After that fiasco I followed the recipe and took teaspoon sized scoops of dough, shaped these into small balls, and then flattened them to produce more traditional, round cookies. I was still not beyond dying the oreo filling pink in honor of the holiday and so my red food coloring was put to good use.
In any case I'm posting this recipe because the cookies are delicious (esp. when baked the appropriate size). They taste like store-bought oreos ... but oh so much better!
And as you can see, spreading the filling on these cookies is lots of fun:
Tuesday, February 2, 2010
Caramelized pear tart on a snow day

When I heard news of the impending snow storm I did what every respectable southerner does in the wake of such weather reports: I bee-lined it to the grocery store.
And I bought pears. Thank goodness we were already well stocked with milk because my grocery trip would have been pretty disappointing otherwise, given the lack thereof in the already ravaged dairy section.
I really needed those pears though, because there is no better day on which to bake a pie or tart than one on which you are snowed in and feeling cozy and longing for the smells of warm fruit and butter baking in the oven.
I'd been lusting after the recipe for this pear tart for some time--since I saw it on the fantastic pie devoted nothing-in-the-house blog. And let me tell you, this recipe did not disappoint. In fact, I have now declared this my favorite fruit pie/tart recipe of all time. It involves first caramelizing the pears in a cast-iron skillet on the stove top, followed by baking it upside down style, with the crust on top in the oven, and then flipping the whole thing to make the tart face right-side-up.
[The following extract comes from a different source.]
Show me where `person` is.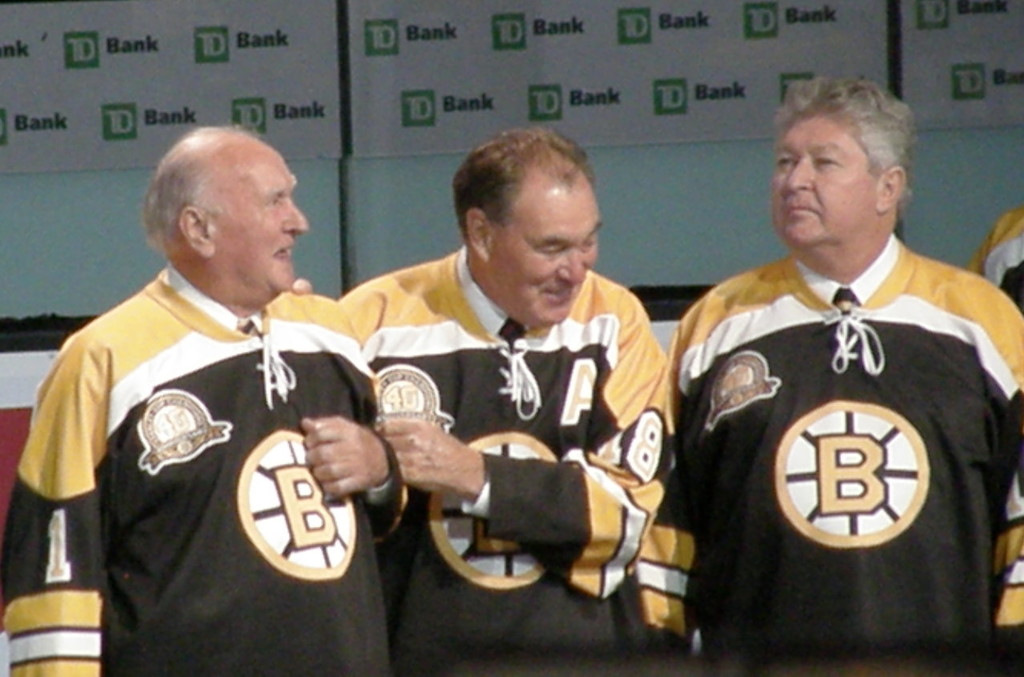
`person` is at 0 123 406 676.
I really can't express how good this recipe is. The crust does not suffer from the soggy problem that plagues many other fruit pies, and much of the crust ends up with a caramel layer which is so delicious, I do not even have the words.
An added perk to all this is that the cooking process is very beautiful (or at least I found it so--this may be evidenced by the perhaps excessive number of pictures that I've included in this post). But really, starting with the pears themselves, which I think are a particularly nice looking fruit, even when they do have some bruising and spotting on them, and moving on to the process of watching the butter brown and mix with the sugar and then bubble around the pears as they caramelize...this is definitely a picture-worthy process!
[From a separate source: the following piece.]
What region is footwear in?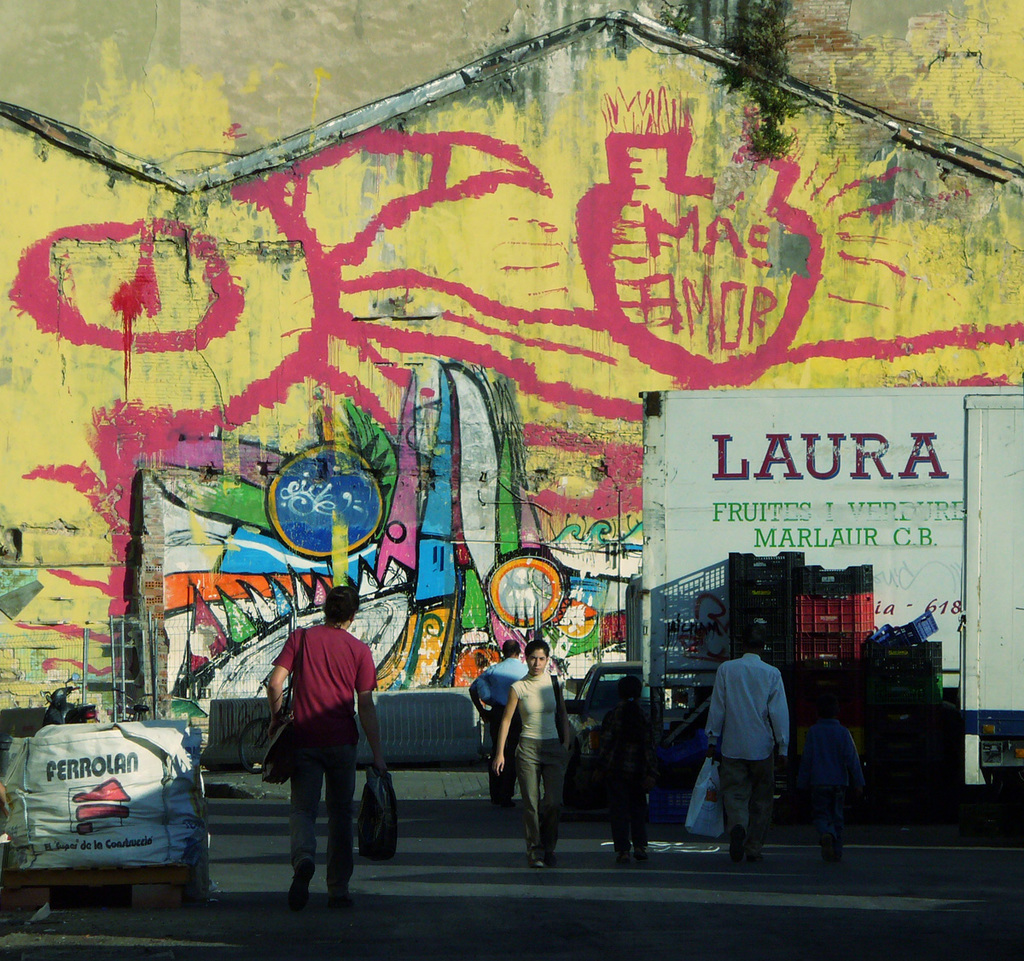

CARAMELIZED UPSIDE-DOWN PEAR TART,
from the nothing-in-the house blog,
which she says she found in the Gourmet cookbook:
4 large firm yet ripe Bosc pears
1/2 stick unsalted butter
1/2 cup sugar
1/2 teaspoon cinnamon
Recipe for one half of a pie crust (i.e. the bottom half)
Peel, halve, and core pears. Heat butter in a 9- to 10-inch cast-iron skillet over moderate heat until foam subsides, then stir in sugar (sugar will not be dissolved). Arrange pears, cut sides up, in skillet with wide parts facing out. Sprinkle pears with cinnamon and cook undisturbed, until sugar turns a deep golden caramel. (This can take 15- 25 minutes, depending on pears, skillets, and stove.) Cool pears completely in skillet.
Put oven rack in middle position and preheat oven to 425°F.
Roll out dough on a lightly floured surface with a floured rolling pin into a 12-inch round and trim to a 9 1/2- to 10 1/2-inch round. Arrange pastry over caramelized pears, tucking edge around pears inside rim of skillet. Bake tart until pastry is golden brown, 30 to 35 minutes. Cool 5 minutes.
Invert a rimmed serving plate (slightly larger than skillet) over skillet and, using pot holders to hold skillet and plate tightly together, invert tart onto plate. Serve tart warm with vanilla whipped cream.